On November 18, Melanie Suria, CEO & Founder of Memphis Computer Support, broke down AI in a way that felt less like a lecture and more like a community conversation: real, human, and rooted in the city we all love.
Melanie didn’t just explain technology.
She explained us, the role Memphis people play in shaping the future.
1. Every Tech Revolution Starts with People
Melanie kicked things off with a grounding reminder: every leap, from steam engines to electricity to broadband, was built because humans wanted life to be better.
AI is no different.
It’s not a genius or a villain. It’s what she called “a tireless apprentice.”
Great at patterns.
Fast at answering.
Not so great at understanding why things matter.
And that’s where Memphis talent steps in.

2. The Good Is Real, and Already Helping People Here
Melanie highlighted where AI is quietly making everyday life better:
Doctors are using AI as a trusted second set of eyes.
Businesses are reviewing contracts, optimizing trucking routes, and responding to customers with greater speed.
Accessibility gains: reading tools for the blind, captioning for the deaf, translation support for refugees
When guided well, Melanie said, AI becomes a community multiplier: reaching people, solving problems, and opening doors.
3. The Risks Hit Close to Home Too
Melanie didn’t sugarcoat it.
Bias in, bias out. An example case where Amazon’s hiring AI, trained on male-heavy résumés, quietly filtered out women.
Deepfakes & Misinformation are rewriting reality, from elections to global conflict.
Privacy is shrinking as every tap becomes data fuel.
AI can hallucinate; confidently rewriting facts like they’re gospel.
Her reminder was sharp:
“AI doesn’t share our values unless we teach it.”

4. When Tech Harms, Real Families Feel It
This was the moment the room got still.
Melanie walked through how AI is being weaponized:
Predators creating fake identities at scale.
AI-generated child exploitation skyrocketing.
Cybercrime has been supercharged: “all you need now is a modem and a prompt”
Kids forming emotional attachments with chatbots.
Her message to Memphis was simple and strong:
If we build it, we protect our people. No exceptions.

5. The Hard Part: Governance Hasn’t Caught Up
AI is moving fast. Policy is lagging behind.
Melanie laid out the gaps:
Black-box decisions with no explanation.
Employees quietly adopting “Shadow AI” (when AI apps are installed without company oversight).
$5M average breach costs.
Whistleblowers unprotected.
Safety testing treated as optional.
But she also brought light to the room: new ISO standards, better explainability, and stronger ethical frameworks are finally taking shape.
6. Memphis, This Is Our Moment
Melanie closed with a call built for this city:
Developers: You’re shaping the future. Ask harder questions.
Businesses: Slow down when needed. Safety is smart leadership.
Community: Stay curious, stay informed, stay in the conversation.
Her final message felt like a rallying cry:
Memphis has the talent, grit, and heart to lead responsibly: if we lead together.

Why This Mattered
Events like this remind us why Memphis is special.
We don’t wait for the future to knock.
We open the door, pull up a chair, and ask how we can build it better together.
Big gratitude to Melanie Suria for giving our tech community clarity, courage, and the kind of leadership that makes Memphis shine.
And to everyone in the room:
You are the story. You are the momentum. You are the Memphis tech scene.
Let’s keep building: boldly, responsibly, and side by side.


__Problem__: Every record needs to come back as written, except for the pictures.

__Excerpted records__:
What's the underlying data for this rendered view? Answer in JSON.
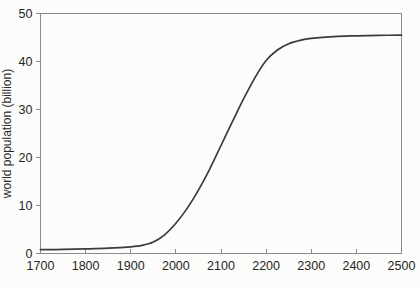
{
  "figure": {
    "background": "#fcfcfa",
    "frame_color": "#8c8c8c",
    "tick_color": "#8c8c8c",
    "text_color": "#262626"
  },
  "chart_data": {
    "type": "line",
    "title": "",
    "xlabel": "",
    "ylabel": "world population (billion)",
    "xlim": [
      1700,
      2500
    ],
    "ylim": [
      0,
      50
    ],
    "x_ticks": [
      1700,
      1800,
      1900,
      2000,
      2100,
      2200,
      2300,
      2400,
      2500
    ],
    "y_ticks": [
      0,
      10,
      20,
      30,
      40,
      50
    ],
    "grid": false,
    "frame": true,
    "legend_position": "none",
    "series": [
      {
        "name": "world population (logistic projection)",
        "color": "#3b3b3b",
        "line_width": 1.7,
        "x": [
          1700,
          1750,
          1800,
          1850,
          1900,
          1925,
          1950,
          1975,
          2000,
          2025,
          2050,
          2075,
          2100,
          2125,
          2150,
          2175,
          2200,
          2225,
          2250,
          2275,
          2300,
          2350,
          2400,
          2450,
          2500
        ],
        "y": [
          0.8,
          0.85,
          0.95,
          1.1,
          1.4,
          1.7,
          2.4,
          3.9,
          6.3,
          9.4,
          13.2,
          17.6,
          22.5,
          27.4,
          32.2,
          36.6,
          40.2,
          42.4,
          43.7,
          44.4,
          44.8,
          45.2,
          45.35,
          45.45,
          45.5
        ]
      }
    ]
  }
}
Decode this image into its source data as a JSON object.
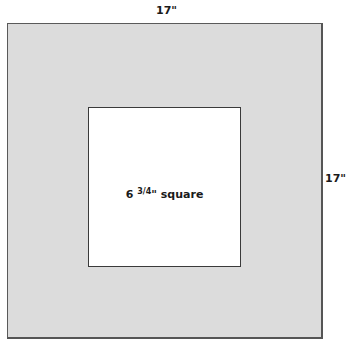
{
  "diagram": {
    "outer_square": {
      "width_label": "17\"",
      "height_label": "17\"",
      "fill_color": "#dcdcdc",
      "border_color": "#555555"
    },
    "inner_square": {
      "label_whole": "6",
      "label_fraction": "3/4",
      "label_suffix": "\" square",
      "fill_color": "#ffffff",
      "border_color": "#3a3a3a"
    }
  }
}
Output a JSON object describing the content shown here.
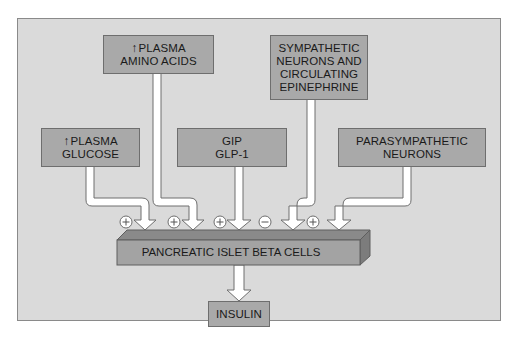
{
  "diagram": {
    "inputs": [
      {
        "id": "glucose",
        "lines": [
          "PLASMA",
          "GLUCOSE"
        ],
        "prefix_icon": "up-arrow",
        "effect": "+"
      },
      {
        "id": "amino-acids",
        "lines": [
          "PLASMA",
          "AMINO ACIDS"
        ],
        "prefix_icon": "up-arrow",
        "effect": "+"
      },
      {
        "id": "gip-glp1",
        "lines": [
          "GIP",
          "GLP-1"
        ],
        "effect": "+"
      },
      {
        "id": "sympathetic",
        "lines": [
          "SYMPATHETIC",
          "NEURONS AND",
          "CIRCULATING",
          "EPINEPHRINE"
        ],
        "effect": "−"
      },
      {
        "id": "parasympathetic",
        "lines": [
          "PARASYMPATHETIC",
          "NEURONS"
        ],
        "effect": "+"
      }
    ],
    "effects": [
      "+",
      "+",
      "+",
      "−",
      "+"
    ],
    "target": {
      "label": "PANCREATIC ISLET BETA CELLS"
    },
    "output": {
      "label": "INSULIN"
    },
    "up_arrow_glyph": "↑",
    "colors": {
      "panel": "#dadada",
      "box": "#a9a9a9",
      "bar_front": "#a0a0a0",
      "bar_top": "#808080",
      "arrow": "#ffffff"
    }
  }
}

__Expected output__:
What's the underlying data for this rendered view? Answer in JSON.
{
  "figure": {
    "background": "#fcfcfa",
    "frame_color": "#8c8c8c",
    "tick_color": "#8c8c8c",
    "text_color": "#262626"
  },
  "chart_data": {
    "type": "line",
    "title": "",
    "xlabel": "",
    "ylabel": "world population (billion)",
    "xlim": [
      1700,
      2500
    ],
    "ylim": [
      0,
      50
    ],
    "x_ticks": [
      1700,
      1800,
      1900,
      2000,
      2100,
      2200,
      2300,
      2400,
      2500
    ],
    "y_ticks": [
      0,
      10,
      20,
      30,
      40,
      50
    ],
    "grid": false,
    "frame": true,
    "legend_position": "none",
    "series": [
      {
        "name": "world population (logistic projection)",
        "color": "#3b3b3b",
        "line_width": 1.7,
        "x": [
          1700,
          1750,
          1800,
          1850,
          1900,
          1925,
          1950,
          1975,
          2000,
          2025,
          2050,
          2075,
          2100,
          2125,
          2150,
          2175,
          2200,
          2225,
          2250,
          2275,
          2300,
          2350,
          2400,
          2450,
          2500
        ],
        "y": [
          0.8,
          0.85,
          0.95,
          1.1,
          1.4,
          1.7,
          2.4,
          3.9,
          6.3,
          9.4,
          13.2,
          17.6,
          22.5,
          27.4,
          32.2,
          36.6,
          40.2,
          42.4,
          43.7,
          44.4,
          44.8,
          45.2,
          45.35,
          45.45,
          45.5
        ]
      }
    ]
  }
}
Decode this image into its source data as a JSON object.
{
  "diagram": {
    "outer_square": {
      "width_label": "17\"",
      "height_label": "17\"",
      "fill_color": "#dcdcdc",
      "border_color": "#555555"
    },
    "inner_square": {
      "label_whole": "6",
      "label_fraction": "3/4",
      "label_suffix": "\" square",
      "fill_color": "#ffffff",
      "border_color": "#3a3a3a"
    }
  }
}
Output a JSON object describing the content shown here.
{
  "diagram": {
    "inputs": [
      {
        "id": "glucose",
        "lines": [
          "PLASMA",
          "GLUCOSE"
        ],
        "prefix_icon": "up-arrow",
        "effect": "+"
      },
      {
        "id": "amino-acids",
        "lines": [
          "PLASMA",
          "AMINO ACIDS"
        ],
        "prefix_icon": "up-arrow",
        "effect": "+"
      },
      {
        "id": "gip-glp1",
        "lines": [
          "GIP",
          "GLP-1"
        ],
        "effect": "+"
      },
      {
        "id": "sympathetic",
        "lines": [
          "SYMPATHETIC",
          "NEURONS AND",
          "CIRCULATING",
          "EPINEPHRINE"
        ],
        "effect": "−"
      },
      {
        "id": "parasympathetic",
        "lines": [
          "PARASYMPATHETIC",
          "NEURONS"
        ],
        "effect": "+"
      }
    ],
    "effects": [
      "+",
      "+",
      "+",
      "−",
      "+"
    ],
    "target": {
      "label": "PANCREATIC ISLET BETA CELLS"
    },
    "output": {
      "label": "INSULIN"
    },
    "up_arrow_glyph": "↑",
    "colors": {
      "panel": "#dadada",
      "box": "#a9a9a9",
      "bar_front": "#a0a0a0",
      "bar_top": "#808080",
      "arrow": "#ffffff"
    }
  }
}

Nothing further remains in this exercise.